A FAMED CRIMINOLOGIST REVEALS HIS BELIEF IN SPIRITUALISM
Cesare Lombroso (1835-1909) was an Italian criminologist and physician; although an atheist, late in his life he embraced Spiritualism, under the influence of the medium Eusapia Palladino (with whom he had a physical relationship). [NOTE: Page references below pertain to the 1988 366-page Aquarian Press edition.]
He wrote in the Preface to this 1908 book, "When, at the close of a career... I began investigations into the phenomena of spiritism and afterwards determined to publish a book on the subject, my nearest friends rose against me on every side, crying, 'You will ruin an honorable reputation...' ... But all this talk did not make me hesitate for a single moment... It seemed to me a duty that, up to the very last of the few days now remaining to me, I should unflinchingly stand my ground in the very thick of the fight... note this well, that, however doubtful each separate case may appear, in the ensemble they form such a compact web of proof as wholly to baffle the scalpel of doubt." (Pg. xv-xvi)
He admits about Eusapia Pallodino, "Many are the crafty tricks she plays, both in the state of trance, and out of it---for example, freeing one of her hands, held by the controllers, for the sake of moving objects near her... and feigning to adjust her hair and then slyly pulling out one hair and putting it over the little balance tray of a letter weigher in order to lower it... And yet her deepest grief is when she is accused of trickery during the séances---accused unjustly, too, sometimes, it must be confessed, because we are now sure that phantasmal limbs are superimposed (or added to) her own and act as their substitute, while all the time they were believed to be her own limbs detected in the act of cozening for their owner's behoof..." (Pg. 102)
Discussing the appearance of mediums in "savage tribes," he states, "Thus the pathological epilepsoid origin of the medium is attested by the universal consensus of all ancient and barbarous peoples---a consensus carried to the point of adoration of epilepsy and to the artificial creation of epileptics in order thereby to secure a prophet, who is the genius of primitive peoples." (Pg. 155)
He also concedes, "the first impression (and I have not been without it myself) is that [Spiritualism] is a question of trickery---all this medium business... Let us add that even the scientist must agree that no group of natural phenomena lends itself more readily to fraud and doubt than does that of Spiritualism. Because, in the first place, all the rarest and most important occurrences always take place in obscurity, and no experimenter can receive as proved truth events which take place in the dark where they cannot be well controlled and observed." (Pg. 304-305)
He asserts, "It is certain that the spirits of the dead exhibit the personal peculiarities they had when living, only in a more conspicuous way." (Pg. 344)
This book will be of keen interest to anyone studying the history of Spiritualism.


▶ [TASK OBJECTIVE] Nothing but an exact reproduction of the records, pictures excluded, should be returned.

#####

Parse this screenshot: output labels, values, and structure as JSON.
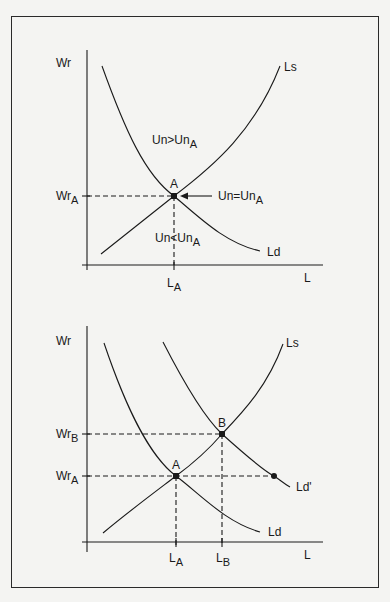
{
  "figure": {
    "panels": [
      {
        "id": "top",
        "y_axis_label": "Wr",
        "x_axis_label": "L",
        "curves": {
          "supply": "Ls",
          "demand": "Ld"
        },
        "points": [
          {
            "name": "A",
            "wage_label_main": "Wr",
            "wage_label_sub": "A",
            "labor_label_main": "L",
            "labor_label_sub": "A"
          }
        ],
        "region_labels": {
          "above": {
            "main": "Un>Un",
            "sub": "A"
          },
          "below": {
            "main": "Un<Un",
            "sub": "A"
          },
          "equilibrium": {
            "main": "Un=Un",
            "sub": "A"
          }
        }
      },
      {
        "id": "bottom",
        "y_axis_label": "Wr",
        "x_axis_label": "L",
        "curves": {
          "supply": "Ls",
          "demand": "Ld",
          "demand_shifted": "Ld'"
        },
        "points": [
          {
            "name": "A",
            "wage_label_main": "Wr",
            "wage_label_sub": "A",
            "labor_label_main": "L",
            "labor_label_sub": "A"
          },
          {
            "name": "B",
            "wage_label_main": "Wr",
            "wage_label_sub": "B",
            "labor_label_main": "L",
            "labor_label_sub": "B"
          }
        ]
      }
    ],
    "colors": {
      "ink": "#1a1a1a",
      "paper": "#f4f4f2"
    }
  }
}
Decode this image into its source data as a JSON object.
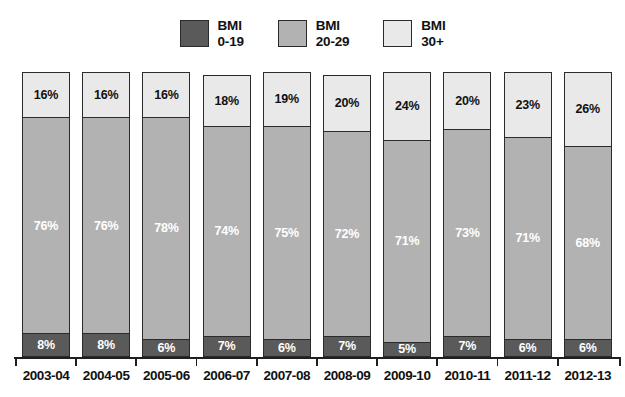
{
  "legend": {
    "items": [
      {
        "label": "BMI\n0-19",
        "color": "#5a5a5a",
        "name": "legend-swatch-bmi-0-19"
      },
      {
        "label": "BMI\n20-29",
        "color": "#b2b2b2",
        "name": "legend-swatch-bmi-20-29"
      },
      {
        "label": "BMI\n30+",
        "color": "#e9e9e9",
        "name": "legend-swatch-bmi-30-plus"
      }
    ]
  },
  "chart_data": {
    "type": "bar",
    "stacked": true,
    "title": "",
    "xlabel": "",
    "ylabel": "",
    "ylim": [
      0,
      100
    ],
    "grid": false,
    "legend_position": "top-center",
    "categories": [
      "2003-04",
      "2004-05",
      "2005-06",
      "2006-07",
      "2007-08",
      "2008-09",
      "2009-10",
      "2010-11",
      "2011-12",
      "2012-13"
    ],
    "series": [
      {
        "name": "BMI 0-19",
        "color": "#5a5a5a",
        "values": [
          8,
          8,
          6,
          7,
          6,
          7,
          5,
          7,
          6,
          6
        ],
        "labels": [
          "8%",
          "8%",
          "6%",
          "7%",
          "6%",
          "7%",
          "5%",
          "7%",
          "6%",
          "6%"
        ]
      },
      {
        "name": "BMI 20-29",
        "color": "#b2b2b2",
        "values": [
          76,
          76,
          78,
          74,
          75,
          72,
          71,
          73,
          71,
          68
        ],
        "labels": [
          "76%",
          "76%",
          "78%",
          "74%",
          "75%",
          "72%",
          "71%",
          "73%",
          "71%",
          "68%"
        ]
      },
      {
        "name": "BMI 30+",
        "color": "#e9e9e9",
        "values": [
          16,
          16,
          16,
          18,
          19,
          20,
          24,
          20,
          23,
          26
        ],
        "labels": [
          "16%",
          "16%",
          "16%",
          "18%",
          "19%",
          "20%",
          "24%",
          "20%",
          "23%",
          "26%"
        ]
      }
    ]
  }
}
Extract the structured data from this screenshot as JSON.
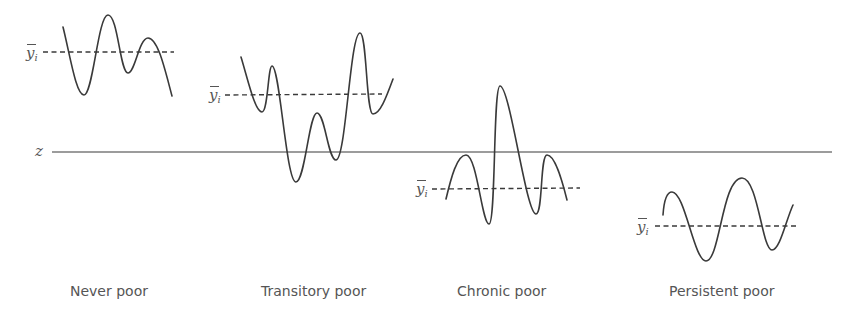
{
  "diagram": {
    "poverty_line_label": "z",
    "mean_symbol": "y",
    "mean_subscript": "i",
    "panels": [
      {
        "id": "never",
        "caption": "Never poor"
      },
      {
        "id": "transitory",
        "caption": "Transitory poor"
      },
      {
        "id": "chronic",
        "caption": "Chronic poor"
      },
      {
        "id": "persistent",
        "caption": "Persistent poor"
      }
    ],
    "colors": {
      "line": "#3a3a3a",
      "text": "#555555",
      "background": "#ffffff"
    }
  }
}
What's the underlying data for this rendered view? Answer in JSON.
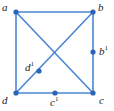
{
  "figure": {
    "kind": "graph-diagram",
    "width": 114,
    "height": 111,
    "background_color": "#ffffff",
    "edge_color": "#4a86d4",
    "vertex_color": "#2b63b8",
    "label_color": "#232323",
    "edge_width": 1.6,
    "vertex_radius": 2.6
  },
  "labels": {
    "a": "a",
    "b": "b",
    "b1_base": "b",
    "b1_sup": "1",
    "c": "c",
    "c1_base": "c",
    "c1_sup": "1",
    "d": "d",
    "d1_base": "d",
    "d1_sup": "1"
  },
  "chart_data": {
    "type": "diagram",
    "title": "",
    "subtitle": "",
    "xlabel": "",
    "ylabel": "",
    "grid": false,
    "legend": "none",
    "nodes": [
      {
        "id": "a",
        "label": "a",
        "sup": "",
        "x": 16,
        "y": 12,
        "label_pos": "top-left"
      },
      {
        "id": "b",
        "label": "b",
        "sup": "",
        "x": 93,
        "y": 12,
        "label_pos": "top-right"
      },
      {
        "id": "b1",
        "label": "b",
        "sup": "1",
        "x": 93,
        "y": 52,
        "label_pos": "right"
      },
      {
        "id": "d1",
        "label": "d",
        "sup": "1",
        "x": 39,
        "y": 71,
        "label_pos": "left"
      },
      {
        "id": "d",
        "label": "d",
        "sup": "",
        "x": 16,
        "y": 93,
        "label_pos": "bottom-left"
      },
      {
        "id": "c1",
        "label": "c",
        "sup": "1",
        "x": 55,
        "y": 93,
        "label_pos": "bottom"
      },
      {
        "id": "c",
        "label": "c",
        "sup": "",
        "x": 93,
        "y": 93,
        "label_pos": "bottom-right"
      }
    ],
    "edges": [
      {
        "from": "a",
        "to": "b",
        "name": "top-edge"
      },
      {
        "from": "b",
        "to": "c",
        "name": "right-edge"
      },
      {
        "from": "d",
        "to": "c",
        "name": "bottom-edge"
      },
      {
        "from": "a",
        "to": "d",
        "name": "left-edge"
      },
      {
        "from": "a",
        "to": "c",
        "name": "diagonal-a-c"
      },
      {
        "from": "d",
        "to": "b",
        "name": "diagonal-d-b"
      }
    ],
    "crossing_point": {
      "x": 55,
      "y": 53
    }
  }
}
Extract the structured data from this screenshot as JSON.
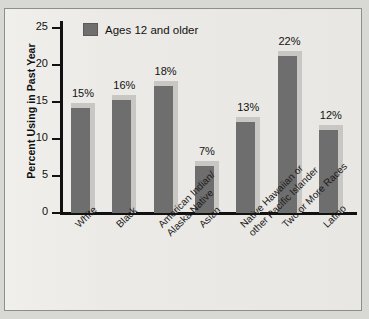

#####

▶ [ANSWER TO THIS EXERCISE]
Parse this screenshot: output labels, values, and structure as JSON.
{
  "figure": {
    "panels": [
      {
        "id": "top",
        "y_axis_label": "Wr",
        "x_axis_label": "L",
        "curves": {
          "supply": "Ls",
          "demand": "Ld"
        },
        "points": [
          {
            "name": "A",
            "wage_label_main": "Wr",
            "wage_label_sub": "A",
            "labor_label_main": "L",
            "labor_label_sub": "A"
          }
        ],
        "region_labels": {
          "above": {
            "main": "Un>Un",
            "sub": "A"
          },
          "below": {
            "main": "Un<Un",
            "sub": "A"
          },
          "equilibrium": {
            "main": "Un=Un",
            "sub": "A"
          }
        }
      },
      {
        "id": "bottom",
        "y_axis_label": "Wr",
        "x_axis_label": "L",
        "curves": {
          "supply": "Ls",
          "demand": "Ld",
          "demand_shifted": "Ld'"
        },
        "points": [
          {
            "name": "A",
            "wage_label_main": "Wr",
            "wage_label_sub": "A",
            "labor_label_main": "L",
            "labor_label_sub": "A"
          },
          {
            "name": "B",
            "wage_label_main": "Wr",
            "wage_label_sub": "B",
            "labor_label_main": "L",
            "labor_label_sub": "B"
          }
        ]
      }
    ],
    "colors": {
      "ink": "#1a1a1a",
      "paper": "#f4f4f2"
    }
  }
}
Decode this image into its source data as a JSON object.
{
  "legend": {
    "items": [
      {
        "label": "BMI\n0-19",
        "color": "#5a5a5a",
        "name": "legend-swatch-bmi-0-19"
      },
      {
        "label": "BMI\n20-29",
        "color": "#b2b2b2",
        "name": "legend-swatch-bmi-20-29"
      },
      {
        "label": "BMI\n30+",
        "color": "#e9e9e9",
        "name": "legend-swatch-bmi-30-plus"
      }
    ]
  },
  "chart_data": {
    "type": "bar",
    "stacked": true,
    "title": "",
    "xlabel": "",
    "ylabel": "",
    "ylim": [
      0,
      100
    ],
    "grid": false,
    "legend_position": "top-center",
    "categories": [
      "2003-04",
      "2004-05",
      "2005-06",
      "2006-07",
      "2007-08",
      "2008-09",
      "2009-10",
      "2010-11",
      "2011-12",
      "2012-13"
    ],
    "series": [
      {
        "name": "BMI 0-19",
        "color": "#5a5a5a",
        "values": [
          8,
          8,
          6,
          7,
          6,
          7,
          5,
          7,
          6,
          6
        ],
        "labels": [
          "8%",
          "8%",
          "6%",
          "7%",
          "6%",
          "7%",
          "5%",
          "7%",
          "6%",
          "6%"
        ]
      },
      {
        "name": "BMI 20-29",
        "color": "#b2b2b2",
        "values": [
          76,
          76,
          78,
          74,
          75,
          72,
          71,
          73,
          71,
          68
        ],
        "labels": [
          "76%",
          "76%",
          "78%",
          "74%",
          "75%",
          "72%",
          "71%",
          "73%",
          "71%",
          "68%"
        ]
      },
      {
        "name": "BMI 30+",
        "color": "#e9e9e9",
        "values": [
          16,
          16,
          16,
          18,
          19,
          20,
          24,
          20,
          23,
          26
        ],
        "labels": [
          "16%",
          "16%",
          "16%",
          "18%",
          "19%",
          "20%",
          "24%",
          "20%",
          "23%",
          "26%"
        ]
      }
    ]
  }
}
Extract the structured data from this screenshot as JSON.
{
  "diagram": {
    "poverty_line_label": "z",
    "mean_symbol": "y",
    "mean_subscript": "i",
    "panels": [
      {
        "id": "never",
        "caption": "Never poor"
      },
      {
        "id": "transitory",
        "caption": "Transitory poor"
      },
      {
        "id": "chronic",
        "caption": "Chronic poor"
      },
      {
        "id": "persistent",
        "caption": "Persistent poor"
      }
    ],
    "colors": {
      "line": "#3a3a3a",
      "text": "#555555",
      "background": "#ffffff"
    }
  }
}
What's the underlying data for this rendered view? Answer in JSON.
{
  "figure": {
    "kind": "graph-diagram",
    "width": 114,
    "height": 111,
    "background_color": "#ffffff",
    "edge_color": "#4a86d4",
    "vertex_color": "#2b63b8",
    "label_color": "#232323",
    "edge_width": 1.6,
    "vertex_radius": 2.6
  },
  "labels": {
    "a": "a",
    "b": "b",
    "b1_base": "b",
    "b1_sup": "1",
    "c": "c",
    "c1_base": "c",
    "c1_sup": "1",
    "d": "d",
    "d1_base": "d",
    "d1_sup": "1"
  },
  "chart_data": {
    "type": "diagram",
    "title": "",
    "subtitle": "",
    "xlabel": "",
    "ylabel": "",
    "grid": false,
    "legend": "none",
    "nodes": [
      {
        "id": "a",
        "label": "a",
        "sup": "",
        "x": 16,
        "y": 12,
        "label_pos": "top-left"
      },
      {
        "id": "b",
        "label": "b",
        "sup": "",
        "x": 93,
        "y": 12,
        "label_pos": "top-right"
      },
      {
        "id": "b1",
        "label": "b",
        "sup": "1",
        "x": 93,
        "y": 52,
        "label_pos": "right"
      },
      {
        "id": "d1",
        "label": "d",
        "sup": "1",
        "x": 39,
        "y": 71,
        "label_pos": "left"
      },
      {
        "id": "d",
        "label": "d",
        "sup": "",
        "x": 16,
        "y": 93,
        "label_pos": "bottom-left"
      },
      {
        "id": "c1",
        "label": "c",
        "sup": "1",
        "x": 55,
        "y": 93,
        "label_pos": "bottom"
      },
      {
        "id": "c",
        "label": "c",
        "sup": "",
        "x": 93,
        "y": 93,
        "label_pos": "bottom-right"
      }
    ],
    "edges": [
      {
        "from": "a",
        "to": "b",
        "name": "top-edge"
      },
      {
        "from": "b",
        "to": "c",
        "name": "right-edge"
      },
      {
        "from": "d",
        "to": "c",
        "name": "bottom-edge"
      },
      {
        "from": "a",
        "to": "d",
        "name": "left-edge"
      },
      {
        "from": "a",
        "to": "c",
        "name": "diagonal-a-c"
      },
      {
        "from": "d",
        "to": "b",
        "name": "diagonal-d-b"
      }
    ],
    "crossing_point": {
      "x": 55,
      "y": 53
    }
  }
}
Extract the structured data from this screenshot as JSON.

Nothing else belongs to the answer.